Allen watched her. He saw the way Lydia purposefully stuck out a foot to trip her.

He saw the way the girl, Eva, managed to catch the tray against the wall, bruising her shoulder in the process, but not making a single sound of complaint.

She didn't cry. She didn't look for help.

She simply straightened herself and kept moving.

Resilience, Allen thought. A rare thing in a house of rot.

Allen didn't stay for dinner. He didn't stay for the excuses.

He waited until the house settled into its usual rhythm of silent cruelty. He knew where she would go.

A girl like that—hated by her father, tortured by her stepmother—would seek the highest point of the house.

The place where the air was thin and the voices couldn't reach.

The attic library.

Eva was there, perched on a rolling ladder, reaching for a ledger. She thought she was alone.

She thought the shadows were her sanctuary.

She was wrong.

Allen stood by the heavy oak door, his silhouette cutting a sharp line against the amber glow of the desk lamp.

He crossed his arms, watching her. He didn't move.

He simply existed in the room until the sheer weight of his presence made her turn around.

She gasped, the ledger slipping from her fingers. He caught it before it hit the floor, his movements so fast and precise they were almost inhuman. He didn't hand it back.

"You thought the shadows were your exit," he said, his voice a low vibration that seemed to vibrate in her very bones.

Eva pressed her back against the mahogany shelves.

"Mr. Van... I... I was told to organize the accounts."

"Your father is a thief," Allen said, taking a step toward her.

He didn't crowd her; he didn't need to. He commanded the space between them. "Your stepmother is a leech.

And you... you are the only thing in this house that hasn't been corrupted by their greed."

He looked at her bruised shoulder, the one she'd hit against the wall earlier. He reached out, his gloved hand hovering just inches from her skin. Eva flinched, but she didn't look away.

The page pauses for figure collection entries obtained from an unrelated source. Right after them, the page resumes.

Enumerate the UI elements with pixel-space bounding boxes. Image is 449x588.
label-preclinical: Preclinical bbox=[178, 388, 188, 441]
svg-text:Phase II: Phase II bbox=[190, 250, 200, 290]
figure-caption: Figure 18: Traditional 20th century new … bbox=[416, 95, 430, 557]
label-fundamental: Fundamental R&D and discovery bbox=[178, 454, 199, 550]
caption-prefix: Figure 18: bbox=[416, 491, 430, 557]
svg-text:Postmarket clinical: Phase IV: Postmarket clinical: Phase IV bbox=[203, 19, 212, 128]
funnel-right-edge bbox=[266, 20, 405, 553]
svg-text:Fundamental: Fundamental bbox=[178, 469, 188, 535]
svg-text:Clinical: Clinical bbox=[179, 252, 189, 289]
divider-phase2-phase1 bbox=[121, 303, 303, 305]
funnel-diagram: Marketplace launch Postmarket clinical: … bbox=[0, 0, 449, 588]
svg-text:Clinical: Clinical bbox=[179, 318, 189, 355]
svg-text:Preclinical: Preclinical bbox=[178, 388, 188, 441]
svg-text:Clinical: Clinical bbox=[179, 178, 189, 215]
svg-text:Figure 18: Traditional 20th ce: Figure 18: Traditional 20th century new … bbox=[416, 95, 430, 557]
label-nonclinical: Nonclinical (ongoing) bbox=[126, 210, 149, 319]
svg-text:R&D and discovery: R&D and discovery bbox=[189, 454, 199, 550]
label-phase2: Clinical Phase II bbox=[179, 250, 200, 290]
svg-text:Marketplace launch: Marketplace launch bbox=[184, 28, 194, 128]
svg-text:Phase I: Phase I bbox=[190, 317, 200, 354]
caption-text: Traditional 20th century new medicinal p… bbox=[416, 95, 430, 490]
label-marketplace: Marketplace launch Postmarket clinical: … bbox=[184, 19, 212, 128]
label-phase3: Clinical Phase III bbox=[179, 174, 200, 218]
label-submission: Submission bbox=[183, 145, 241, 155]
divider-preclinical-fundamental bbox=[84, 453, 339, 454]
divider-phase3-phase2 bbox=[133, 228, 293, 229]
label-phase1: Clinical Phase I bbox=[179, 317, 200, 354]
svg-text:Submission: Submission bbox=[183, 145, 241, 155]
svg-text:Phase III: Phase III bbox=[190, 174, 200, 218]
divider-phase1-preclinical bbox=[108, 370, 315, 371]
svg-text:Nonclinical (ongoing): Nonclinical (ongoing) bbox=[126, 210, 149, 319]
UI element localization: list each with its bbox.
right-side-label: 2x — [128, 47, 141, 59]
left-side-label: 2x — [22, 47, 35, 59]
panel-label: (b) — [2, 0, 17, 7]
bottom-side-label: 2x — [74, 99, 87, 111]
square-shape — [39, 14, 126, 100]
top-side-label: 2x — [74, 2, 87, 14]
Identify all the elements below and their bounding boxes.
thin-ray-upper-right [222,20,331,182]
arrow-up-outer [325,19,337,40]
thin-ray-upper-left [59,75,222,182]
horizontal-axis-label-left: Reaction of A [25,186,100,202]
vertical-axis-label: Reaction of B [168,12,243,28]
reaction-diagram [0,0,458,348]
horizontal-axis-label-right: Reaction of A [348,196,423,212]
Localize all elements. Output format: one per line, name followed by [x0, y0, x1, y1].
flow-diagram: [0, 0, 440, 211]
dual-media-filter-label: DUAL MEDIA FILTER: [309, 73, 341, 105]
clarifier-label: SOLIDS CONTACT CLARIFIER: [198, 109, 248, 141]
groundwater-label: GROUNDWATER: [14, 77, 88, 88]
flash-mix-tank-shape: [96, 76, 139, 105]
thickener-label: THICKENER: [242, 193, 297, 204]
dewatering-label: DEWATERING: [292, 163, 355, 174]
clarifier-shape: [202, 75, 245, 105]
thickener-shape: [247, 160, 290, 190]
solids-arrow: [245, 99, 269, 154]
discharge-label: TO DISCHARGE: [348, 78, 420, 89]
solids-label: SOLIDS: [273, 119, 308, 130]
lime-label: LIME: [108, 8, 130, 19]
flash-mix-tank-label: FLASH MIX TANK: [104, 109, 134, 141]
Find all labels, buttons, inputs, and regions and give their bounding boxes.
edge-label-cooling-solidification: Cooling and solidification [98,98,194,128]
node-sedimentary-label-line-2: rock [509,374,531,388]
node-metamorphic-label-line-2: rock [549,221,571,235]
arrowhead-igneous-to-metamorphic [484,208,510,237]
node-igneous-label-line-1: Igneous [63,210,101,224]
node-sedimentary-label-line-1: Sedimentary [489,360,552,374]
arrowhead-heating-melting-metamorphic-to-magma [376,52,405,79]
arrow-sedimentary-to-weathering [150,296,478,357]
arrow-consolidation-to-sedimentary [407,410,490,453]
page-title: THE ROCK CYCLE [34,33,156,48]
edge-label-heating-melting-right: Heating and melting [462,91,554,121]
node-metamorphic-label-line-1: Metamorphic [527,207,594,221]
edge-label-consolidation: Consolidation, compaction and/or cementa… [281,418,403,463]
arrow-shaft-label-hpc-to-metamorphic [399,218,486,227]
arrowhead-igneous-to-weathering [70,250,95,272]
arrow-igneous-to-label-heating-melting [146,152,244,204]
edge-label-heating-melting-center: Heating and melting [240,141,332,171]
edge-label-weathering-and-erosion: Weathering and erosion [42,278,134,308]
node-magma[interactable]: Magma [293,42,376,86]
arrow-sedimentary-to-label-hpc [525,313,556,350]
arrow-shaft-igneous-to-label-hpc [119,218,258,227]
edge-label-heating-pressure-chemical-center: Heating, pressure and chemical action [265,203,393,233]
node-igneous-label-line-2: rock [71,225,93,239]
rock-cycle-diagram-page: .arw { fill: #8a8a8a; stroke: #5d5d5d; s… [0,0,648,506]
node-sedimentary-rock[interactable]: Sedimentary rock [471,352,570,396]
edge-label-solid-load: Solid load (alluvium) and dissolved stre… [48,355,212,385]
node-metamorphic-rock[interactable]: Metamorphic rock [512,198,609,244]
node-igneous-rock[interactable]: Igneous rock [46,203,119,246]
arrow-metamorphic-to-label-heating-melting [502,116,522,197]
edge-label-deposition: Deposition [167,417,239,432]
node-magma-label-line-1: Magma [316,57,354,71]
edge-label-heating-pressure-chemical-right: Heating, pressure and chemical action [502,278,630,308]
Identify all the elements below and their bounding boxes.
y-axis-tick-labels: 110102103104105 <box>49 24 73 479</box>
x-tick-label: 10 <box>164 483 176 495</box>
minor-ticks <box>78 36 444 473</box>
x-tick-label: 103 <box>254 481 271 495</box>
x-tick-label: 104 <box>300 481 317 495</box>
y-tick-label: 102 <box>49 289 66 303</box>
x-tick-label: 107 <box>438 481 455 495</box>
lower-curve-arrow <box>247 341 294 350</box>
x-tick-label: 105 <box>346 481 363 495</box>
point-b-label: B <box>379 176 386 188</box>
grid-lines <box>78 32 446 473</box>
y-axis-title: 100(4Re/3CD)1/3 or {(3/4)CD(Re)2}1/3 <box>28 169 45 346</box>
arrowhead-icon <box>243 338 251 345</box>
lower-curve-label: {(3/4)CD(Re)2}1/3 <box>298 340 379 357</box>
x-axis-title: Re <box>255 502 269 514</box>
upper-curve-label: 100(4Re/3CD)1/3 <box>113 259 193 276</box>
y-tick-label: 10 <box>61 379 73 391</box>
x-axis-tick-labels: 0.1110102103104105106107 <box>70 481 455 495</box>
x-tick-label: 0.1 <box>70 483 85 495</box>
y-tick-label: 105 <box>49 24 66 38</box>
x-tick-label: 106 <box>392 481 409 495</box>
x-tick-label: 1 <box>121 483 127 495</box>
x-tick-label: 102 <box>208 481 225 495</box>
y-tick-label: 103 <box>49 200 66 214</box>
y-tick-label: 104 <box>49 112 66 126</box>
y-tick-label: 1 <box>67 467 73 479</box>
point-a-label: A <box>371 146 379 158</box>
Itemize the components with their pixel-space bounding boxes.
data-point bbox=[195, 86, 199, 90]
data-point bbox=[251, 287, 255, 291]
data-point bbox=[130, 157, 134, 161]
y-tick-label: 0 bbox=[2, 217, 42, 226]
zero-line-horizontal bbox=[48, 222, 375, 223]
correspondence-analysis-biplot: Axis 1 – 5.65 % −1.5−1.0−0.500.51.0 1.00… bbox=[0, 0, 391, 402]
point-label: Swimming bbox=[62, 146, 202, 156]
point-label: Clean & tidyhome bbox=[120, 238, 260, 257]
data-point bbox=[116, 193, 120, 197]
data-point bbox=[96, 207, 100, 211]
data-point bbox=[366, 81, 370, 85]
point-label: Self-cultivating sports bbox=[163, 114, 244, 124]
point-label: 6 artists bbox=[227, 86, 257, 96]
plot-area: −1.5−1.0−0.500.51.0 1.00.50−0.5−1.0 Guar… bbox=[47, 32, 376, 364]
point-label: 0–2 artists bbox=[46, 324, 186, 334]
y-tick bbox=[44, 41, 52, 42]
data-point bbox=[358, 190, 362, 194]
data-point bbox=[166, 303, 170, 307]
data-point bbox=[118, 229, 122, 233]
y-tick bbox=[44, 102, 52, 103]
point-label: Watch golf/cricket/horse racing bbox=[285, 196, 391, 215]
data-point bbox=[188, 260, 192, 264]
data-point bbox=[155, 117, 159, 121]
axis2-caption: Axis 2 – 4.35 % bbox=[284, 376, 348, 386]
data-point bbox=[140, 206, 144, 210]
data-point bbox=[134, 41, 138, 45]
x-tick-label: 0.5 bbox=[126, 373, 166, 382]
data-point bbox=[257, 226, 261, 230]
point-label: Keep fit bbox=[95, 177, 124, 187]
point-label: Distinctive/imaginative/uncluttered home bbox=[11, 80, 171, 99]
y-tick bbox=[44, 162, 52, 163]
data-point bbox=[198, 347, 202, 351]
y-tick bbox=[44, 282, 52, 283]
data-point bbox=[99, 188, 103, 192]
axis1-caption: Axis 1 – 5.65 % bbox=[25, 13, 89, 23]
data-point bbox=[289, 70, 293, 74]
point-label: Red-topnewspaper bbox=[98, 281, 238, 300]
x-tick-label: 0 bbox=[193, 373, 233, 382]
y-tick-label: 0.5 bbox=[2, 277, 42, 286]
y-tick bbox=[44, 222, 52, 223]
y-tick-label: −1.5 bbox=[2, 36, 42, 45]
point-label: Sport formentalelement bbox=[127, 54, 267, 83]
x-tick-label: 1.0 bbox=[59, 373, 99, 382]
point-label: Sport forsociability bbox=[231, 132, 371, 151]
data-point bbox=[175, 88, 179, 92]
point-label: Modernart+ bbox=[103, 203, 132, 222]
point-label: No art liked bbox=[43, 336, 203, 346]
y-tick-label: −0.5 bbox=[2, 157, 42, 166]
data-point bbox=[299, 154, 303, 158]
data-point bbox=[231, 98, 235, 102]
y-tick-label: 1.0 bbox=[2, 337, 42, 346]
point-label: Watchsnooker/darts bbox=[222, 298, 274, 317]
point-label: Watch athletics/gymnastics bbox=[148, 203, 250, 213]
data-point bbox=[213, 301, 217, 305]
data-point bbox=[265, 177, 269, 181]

"You've been looking for a way out," Allen said, his gaze pinning her to the spot. "I've seen you watching the gates. I've seen you counting the seconds the guards take to rotate. But you're looking at the wrong exits."

He took another step, his face inches from hers. The scent of rain and expensive cologne overwhelmed her.

"You are now caught by me, Eva.

Not because your father sold you—though he will, the moment I demand it. But because I have decided that you are the only thing in this house worth keeping.

Eva's breath hitched. "I'm nothing to them. I'm a slave."

"To them, perhaps," Allen replied, his eyes dark and predatory.

"But to me, you are a debt that needs to be collected. And I never leave a debt unpaid."

He leaned in closer, his voice dropping to a whisper that felt like a brand. "Stop looking for the door. I am the only way out you have left."